Central banks manipulate interest rates to exercise some control over borrowing and spending. They were late to recognise that inflation this time was not “transitory” (as they referred to it in the early stages) and have belatedly put interest rates slightly higher in the hope that it might reduce consumer spending without causing too much consumer pain. The federal funds rate in the US is now 5%-5.25%, in the UK the Bank of England (BoE) base rate is 4.25% (and probably will rise to at least 4.5% this week) and the main rate set by the European Central Bank (ECB) is 3.50%. These rates are obviously all significantly lower than inflation; an odd way of going about stifling inflation, but the central bankers are (understandably) worried that if they put rates up to levels that outstrip inflation they could easily tip economies into recession.
All three central banks have a ‘target’ of maintaining inflation at 2%/year; so why has the BoE, for instance, set interest rates at less than half the inflation rate? It doesn’t make sense – unless we recognise that the UK economy is currently so febrile that putting up interest rates to a level beyond that of inflation would, think the BoE, send the economy into a death spiral, with mortgage defaults, company bankruptcies, unemployment, all zooming to politically unacceptable levels. Presumably the same reasoning is influencing the absurdly low ECB interest rate.
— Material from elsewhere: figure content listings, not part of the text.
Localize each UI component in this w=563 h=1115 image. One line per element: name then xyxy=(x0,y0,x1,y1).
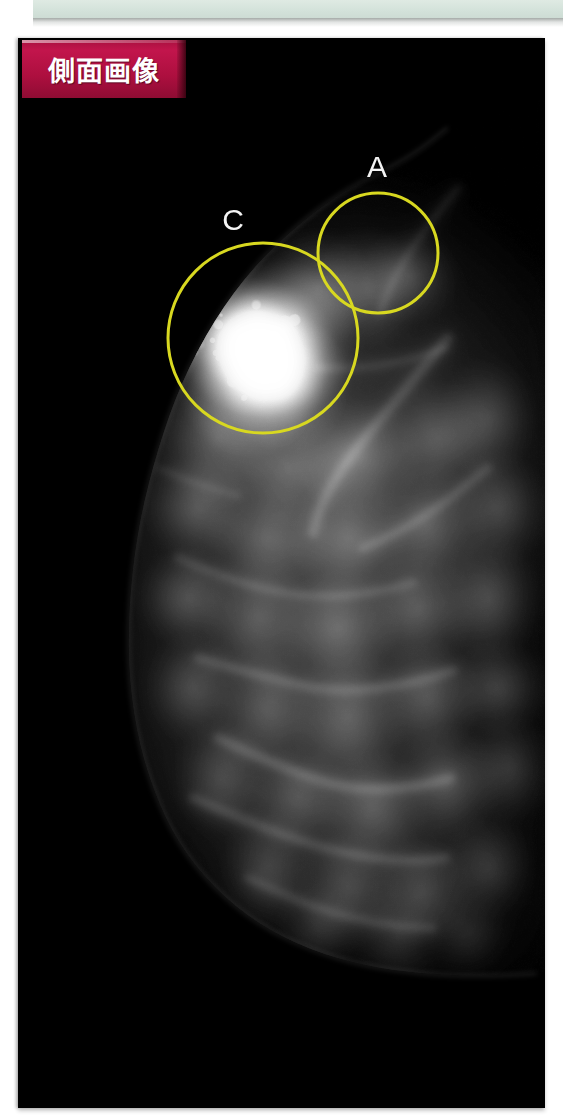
roi-annotation-overlay xyxy=(18,38,545,1108)
decorative-band xyxy=(33,0,563,18)
roi-label-a: A xyxy=(367,152,387,182)
view-label-badge: 側面画像 xyxy=(22,40,186,98)
roi-label-c: C xyxy=(222,205,244,235)
view-label-text: 側面画像 xyxy=(48,50,160,89)
mammogram-image-panel: AC xyxy=(18,38,545,1108)
roi-circle-a xyxy=(318,193,438,313)
roi-circle-c xyxy=(168,243,358,433)
decorative-band-shadow xyxy=(33,18,563,27)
The 2% target for inflation is probably dead in any case – one way or another, central bankers will try to ease their way into pushing onto the public a more easily achievable target, perhaps 4%. Christine Lagarde, the ECB’s boss, is obviously thinking that way. She warned recently that inflation could easily spike up by 5% due to the tensions between China and the US, pointing out that Europe relies on China for 98% of its supplies of rare earths, vital for a wide range of products. The easing of energy prices across Europe is thanks to the unseasonally warm winter we have experienced in the northern hemisphere, not because the energy market has structurally improved.
Crisis after crisis
The job of a central banker is trickier today than it has been for years. Inflation tops the list of worries but astronomical debt, low productivity, collapsing banks and the shrinking of credit are close behind. For political leaders life isn’t any easier. The US under President Biden is spending far more than it is taking in taxes – nothing new there, perhaps, except that the debt ‘ceiling’ deadline is now perilously close without any apparent solution. Fewer banks have folded than in the worst days after the Great Financial Crash, but their assets are much greater. The Dollar has been weaponized against Russia; almost one-third of the global economy is now under sanctions imposed by the US, EU, or the United Nations.
If it’s a question of morality, sanctions may be desirable; if it’s a question of economics, much less so.